On the international stage, the reunification of Germany, clearly the most dramatic event of 1990, posed new challenges to the Bush team. Germany was about to emerge as the dominant power in continental Europe by virtue of its advanced industrial infrastructure and its long tradition of independent political dealings with Moscow. Just months before the outbreak of the Gulf crisis, Germany’s Chancellor Helmut Kohl had met with Soviet President Mikhail Gorbachev and signed a long term economic assistance pact. As a result, Gorbachev dropped all remaining objections to the immediate reunification of Germany.

At that point, the Bush administration changed its tactics. Previously, in sharp contrast to the Thatcher government in Great Britain, it had been nominally in favor of German reunification. But at the Houston economic summit of the Group of Seven Industrialized Countries in the summer of 1990, the United States blocked (with Britain) Germany’s plan of unconditional economic aid to the Soviet Union. President Bush took the position that the Soviet Union must submit to International Monetary Fund requisites as a precondition for any substantive economic assistance.

In the Far East, Japan’s continuing growth in manufacturing also posed a threat to Washington’s desire to retain superpower status. If President Bush and his Bonesmen coterie were unaware of a stunning historical analogy, their British “cousins” were quick to pick up on the parallels between the global strategic situation in July 1990 and the identical international situation that existed 100 years earlier.

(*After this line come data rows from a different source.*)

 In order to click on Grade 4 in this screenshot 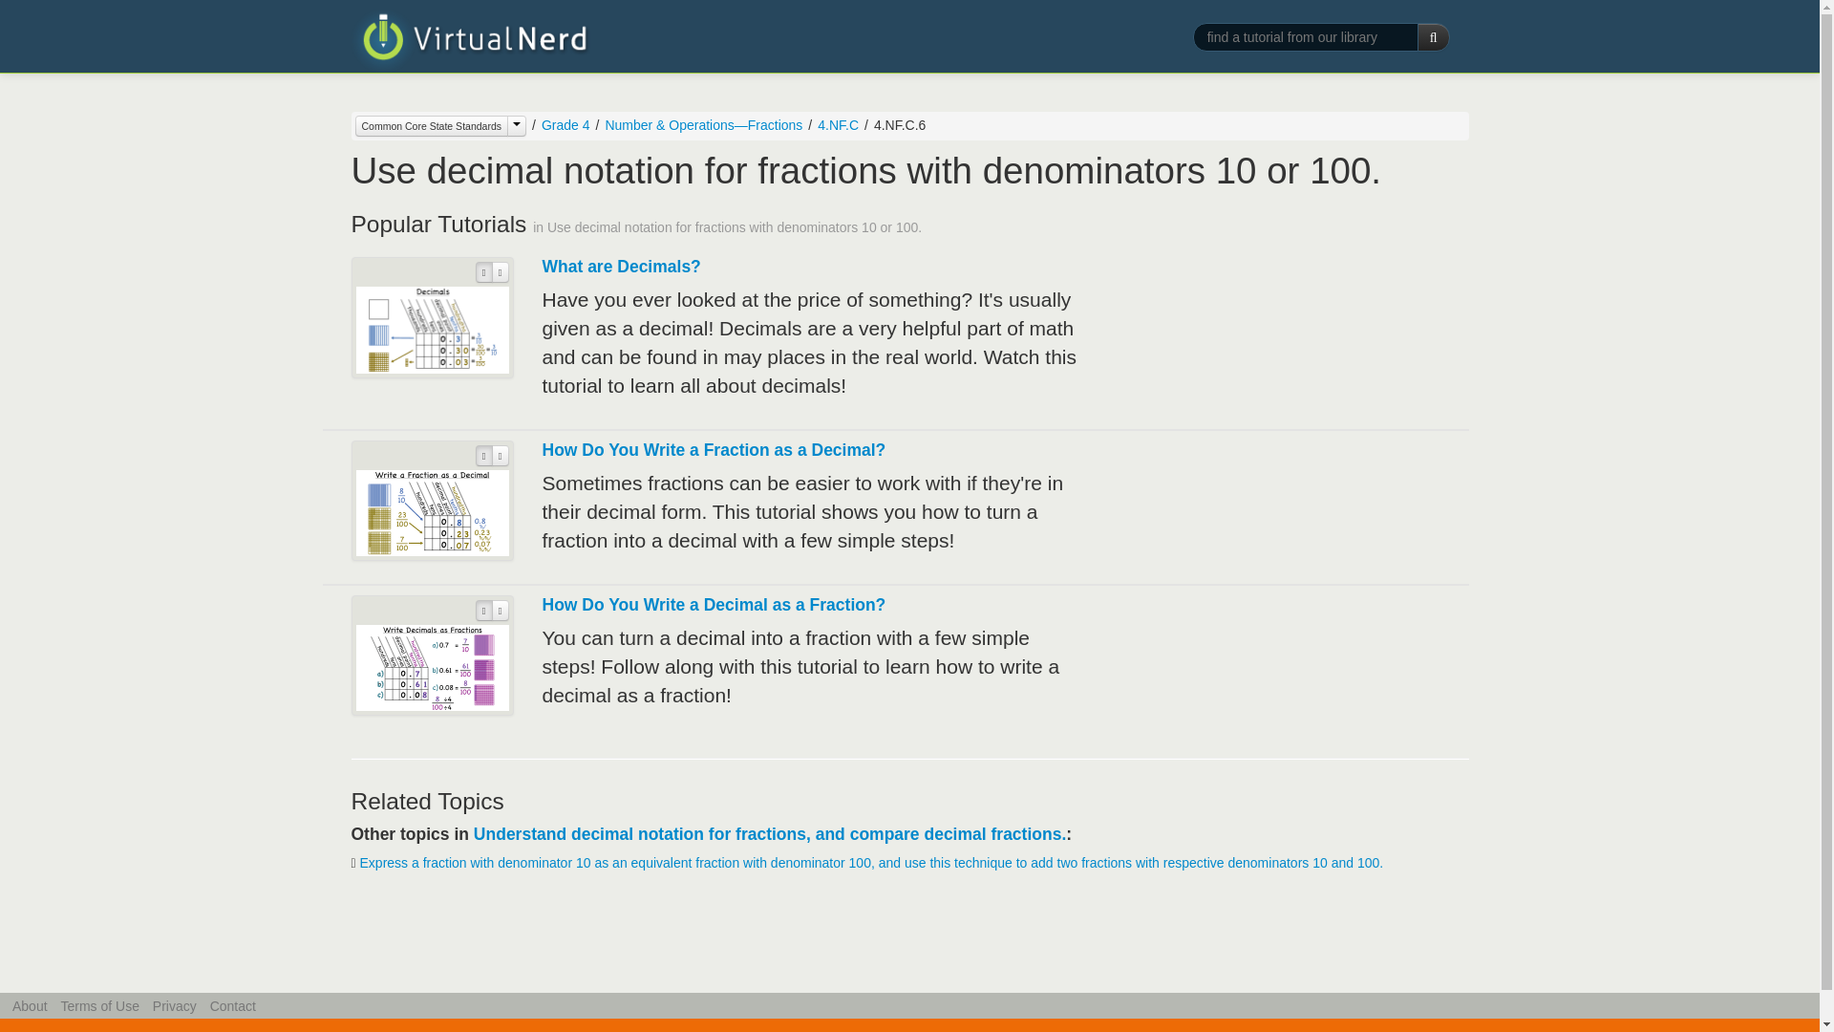, I will do `click(558, 124)`.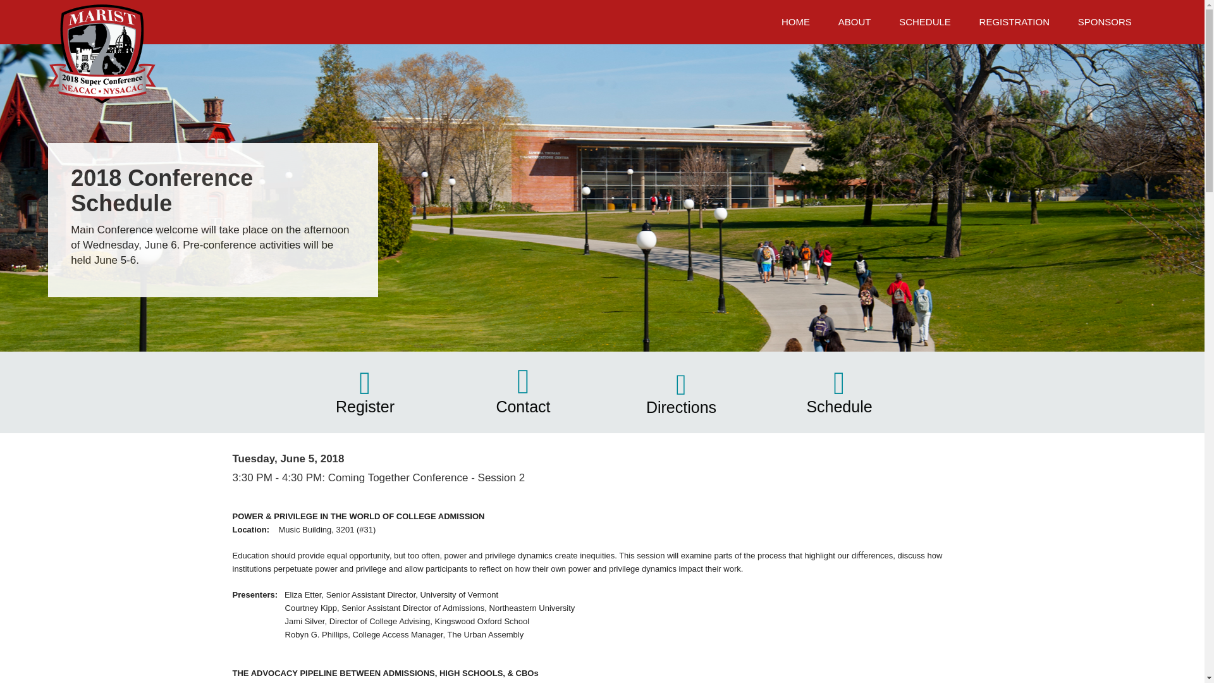 This screenshot has height=683, width=1214. Describe the element at coordinates (365, 406) in the screenshot. I see `Register` at that location. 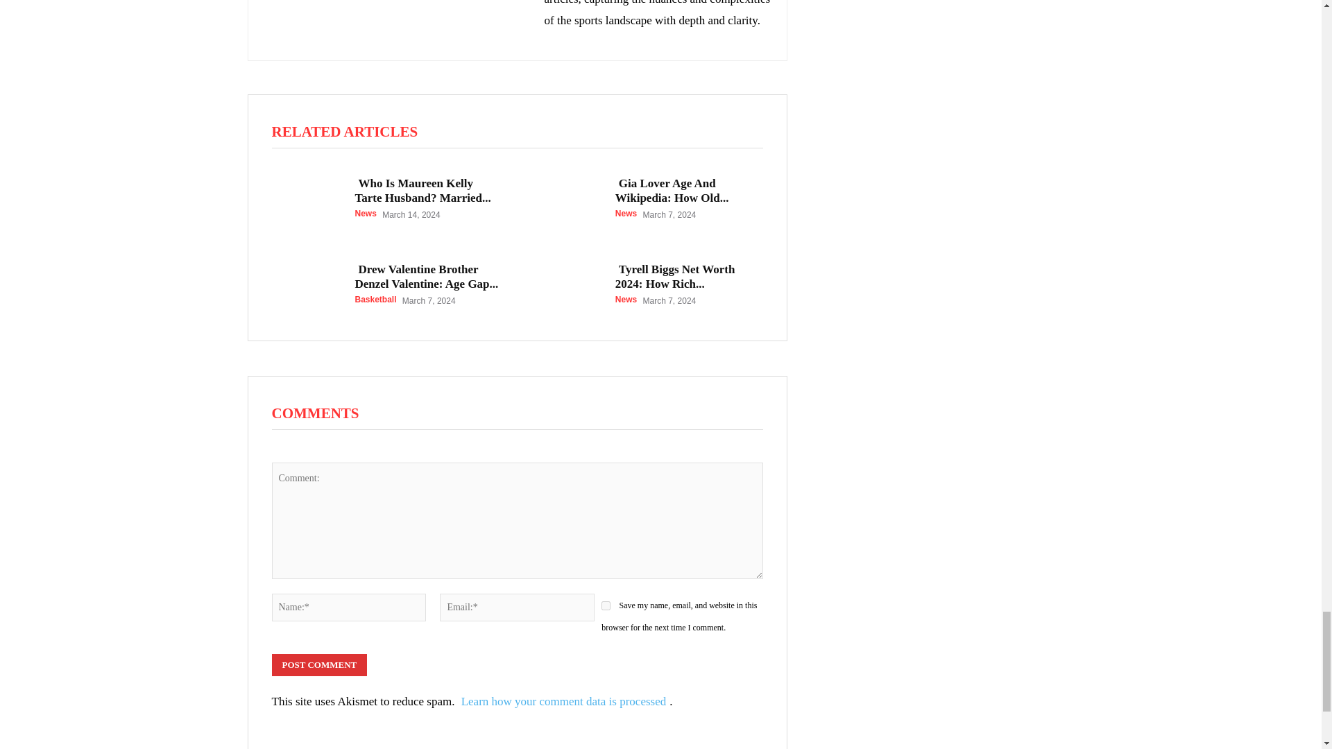 I want to click on yes, so click(x=605, y=606).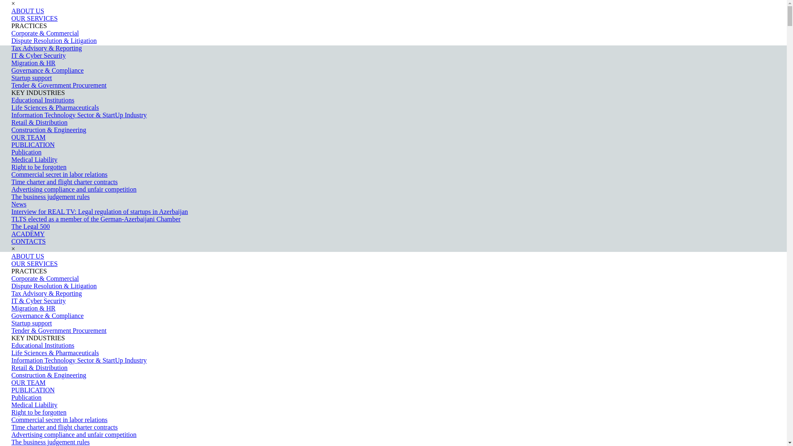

In the 1890s, France, under the brilliant political leadership of Foreign Minister Gabriel Hanataux, was attempting to forge a Eurasian alliance with Germany, Russia and Meiji Japan. The idea was to link continental Europe with Japan and China through a series of large overland infrastructure projects, beginning with the Trans-Siberian Railroad. Through treaties covering key areas of economic and security matters, Hanataux hoped to create a zone of prosperity, built on a foundation of rapid economic growth and extensive trade.

Such a political-economic common interest alliance threatened the imperial hegemony of Great Britain. At the turn of the 20th century, Britain looked to the United States (as its English-speaking ally) to join in sabotaging the Hanataux plan. Through the Spanish-American War of 1898 and the Russo-Japanese War of 1905, Britain and her American junior partner (by then led by Henry Stimson’s old mentor Teddy Roosevelt) managed to disrupt the French-German-Russian-Japanese economic axis. Two world wars and the Great Depression were the consequences of that interference.